Many of AWS' biggest releases tend to happen around their annual re:Invent conference, and 2016 was no exception. AWS announced lots of amazing stuff last week in Vegas. Here are some highlights of what we're most excited about as it relates to serverless architectures.
What is it?
Why it’s important?
This allows for interesting use cases such as ‘intelligent’ HTTP processing and modifying HTTP headers on the fly. Also has some interesting potential use cases for IoT.
What is it?
Why is it important?
Getting a detailed view of performance as well as debugging for microservice architectures built on AWS has always been a difficult problem. X-Ray appears to be a tool that will make this a lot easier. It’s not available for Lambda yet, but when it is it will allow for a lot more peace-of-mind and encourage larger, more complex systems to be built on top of it.
What is it?
Why is it important?
We haven’t had a chance to dive in deep on the new service yet, but the focus seems to be on maintaining state across functions, as well as providing a visual workflow tool.

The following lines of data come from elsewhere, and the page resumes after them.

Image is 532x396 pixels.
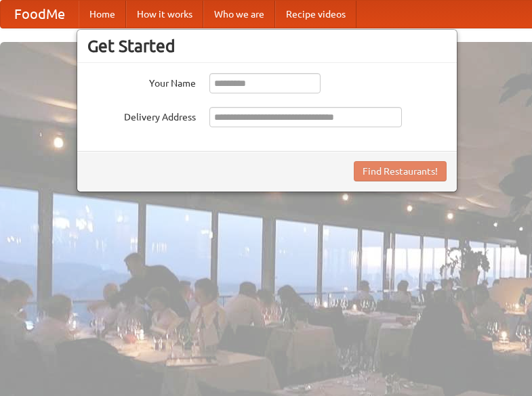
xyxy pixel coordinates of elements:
[275,1,356,28] a: Recipe videos
[126,1,203,28] a: How it works
[203,1,275,28] a: Who we are
[1,1,79,28] a: FoodMe
[79,1,126,28] a: Home
[87,36,447,56] h3: Get Started
[87,107,196,124] label: Delivery Address
[354,161,447,181] button: Find Restaurants!
[87,73,196,90] label: Your Name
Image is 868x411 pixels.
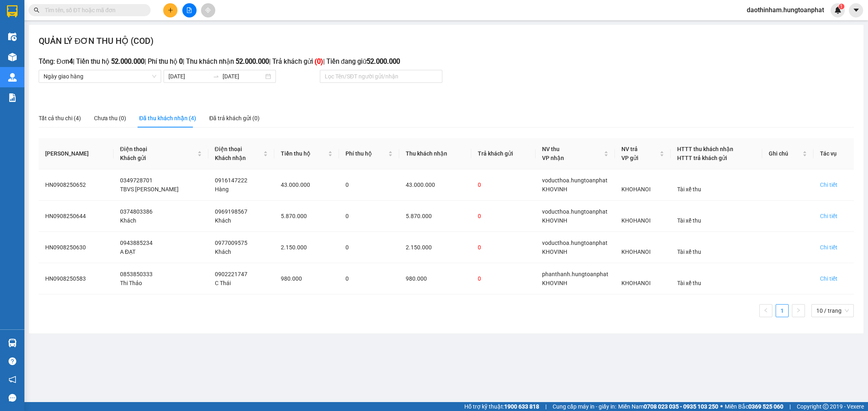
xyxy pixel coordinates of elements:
[215,271,247,278] span: 0902221747
[478,243,529,252] div: 0
[820,275,837,283] div: Chi tiết đơn hàng
[406,243,465,252] div: 2.150.000
[478,275,529,283] div: 0
[236,58,269,66] b: 52.000.000
[677,217,701,224] span: Tài xế thu
[504,403,539,410] strong: 1900 633 818
[205,7,211,13] span: aim
[345,244,349,251] span: 0
[213,73,219,80] span: to
[182,4,196,18] button: file-add
[43,70,156,83] span: Ngày giao hàng
[281,212,332,221] div: 5.870.000
[281,243,332,252] div: 2.150.000
[345,276,349,282] span: 0
[168,7,173,13] span: plus
[120,208,152,215] span: 0374803386
[9,394,16,402] span: message
[215,240,247,246] span: 0977009575
[399,138,471,169] th: Thu khách nhận
[621,249,651,255] span: KHOHANOI
[768,149,801,158] span: Ghi chú
[776,305,788,317] a: 1
[120,155,146,162] span: Khách gửi
[542,155,564,162] span: VP nhận
[215,177,247,184] span: 0916147222
[839,4,844,9] sup: 1
[120,240,152,246] span: 0943885234
[796,308,801,313] span: right
[542,186,567,193] span: KHOVINH
[39,114,81,123] div: Tất cả thu chi (4)
[69,58,73,66] b: 4
[811,304,853,317] div: kích thước trang
[677,249,701,255] span: Tài xế thu
[120,271,152,278] span: 0853850333
[677,146,733,152] span: HTTT thu khách nhận
[792,304,805,317] li: Trang Kế
[406,275,465,283] div: 980.000
[820,243,837,252] div: Chi tiết đơn hàng
[816,305,849,317] span: 10 / trang
[120,217,137,224] span: Khách
[120,177,152,184] span: 0349728701
[281,180,332,189] div: 43.000.000
[849,4,863,18] button: caret-down
[39,169,114,201] td: HN0908250652
[759,304,772,317] button: left
[621,217,651,224] span: KHOHANOI
[759,304,772,317] li: Trang Trước
[823,404,828,410] span: copyright
[621,146,638,152] span: NV trả
[7,5,18,18] img: logo-vxr
[215,186,229,193] span: Hàng
[542,177,607,184] span: voducthoa.hungtoanphat
[45,6,141,15] input: Tìm tên, số ĐT hoặc mã đơn
[542,280,567,286] span: KHOVINH
[677,186,701,193] span: Tài xế thu
[644,403,718,410] strong: 0708 023 035 - 0935 103 250
[406,180,465,189] div: 43.000.000
[186,7,192,13] span: file-add
[621,280,651,286] span: KHOHANOI
[120,146,147,152] span: Điện thoại
[223,72,264,81] input: Ngày kết thúc
[281,149,326,158] span: Tiền thu hộ
[542,240,607,246] span: voducthoa.hungtoanphat
[94,114,126,123] div: Chưa thu (0)
[215,217,231,224] span: Khách
[763,308,768,313] span: left
[478,212,529,221] div: 0
[8,339,16,347] img: warehouse-icon
[775,304,788,317] li: 1
[720,405,723,409] span: ⚪️
[471,138,535,169] th: Trả khách gửi
[9,376,16,383] span: notification
[120,280,142,286] span: Thi Thảo
[8,53,16,61] img: warehouse-icon
[315,58,323,66] b: ( 0 )
[820,212,837,221] div: Chi tiết đơn hàng
[852,6,860,14] span: caret-down
[215,146,242,152] span: Điện thoại
[621,186,651,193] span: KHOHANOI
[792,304,805,317] button: right
[179,58,183,66] b: 0
[215,208,247,215] span: 0969198567
[677,280,701,286] span: Tài xế thu
[168,72,209,81] input: Ngày bắt đầu
[39,35,154,48] h2: QUẢN LÝ ĐƠN THU HỘ (COD)
[201,4,215,18] button: aim
[281,275,332,283] div: 980.000
[478,180,529,189] div: 0
[215,280,231,286] span: C Thái
[724,402,783,411] span: Miền Bắc
[740,5,830,15] span: daothinham.hungtoanphat
[139,114,196,123] div: Đã thu khách nhận (4)
[215,249,231,255] span: Khách
[39,138,114,169] th: [PERSON_NAME]
[215,155,246,162] span: Khách nhận
[39,232,114,263] td: HN0908250630
[120,186,179,193] span: TBVS [PERSON_NAME]
[8,73,16,82] img: warehouse-icon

Tracking state across Lambdas has always been a problem and if this solves that problem it will allow much more complex serverless architectures to be built on AWs.
What is it?
Why is it important?
Greengrass is exciting because it brings Lambda’s ‘event driven’ compute power to devices, making the serverless story for IoT even more compelling. It promises to make offline compute as well as device-to-device communication much easier and more powerful.
What is it?
Why is it important?
This is the first step towards allowing developers to sell their functions directly to customers. There aren’t a lot of examples to try out yet, but it will be very interesting to see what type of activity unfolds here.
What is it?
Why is it important?
By default if a Lambda is triggered and fails it will automatically retry twice before discarding the event. Dead letter queues for Lambda mean you will never miss an event again. Failed events can be sent to SQS or SNS where they can be processed and debugged further, so you can actually find the cause of the problem and fix it. This feature makes event processing on Lambda much more reliable and will likely result in a more widespread use.
What is it?
Why it’s important?
This announcement is especially interesting for organizations with a C# competency (mostly enterprises) that want to take advantage of all of the value that Lambda has to offer.
Take our survey on which announcements are the most exciting
Tune in for Serverless Office Hours, Thursday, Dec. 8, 10-11AM PST, for a live discussion of the Lambda announcements at re:Invent and how they relate to the Serverless Framework. We'll also answer questions about the latest framework release - v1.3.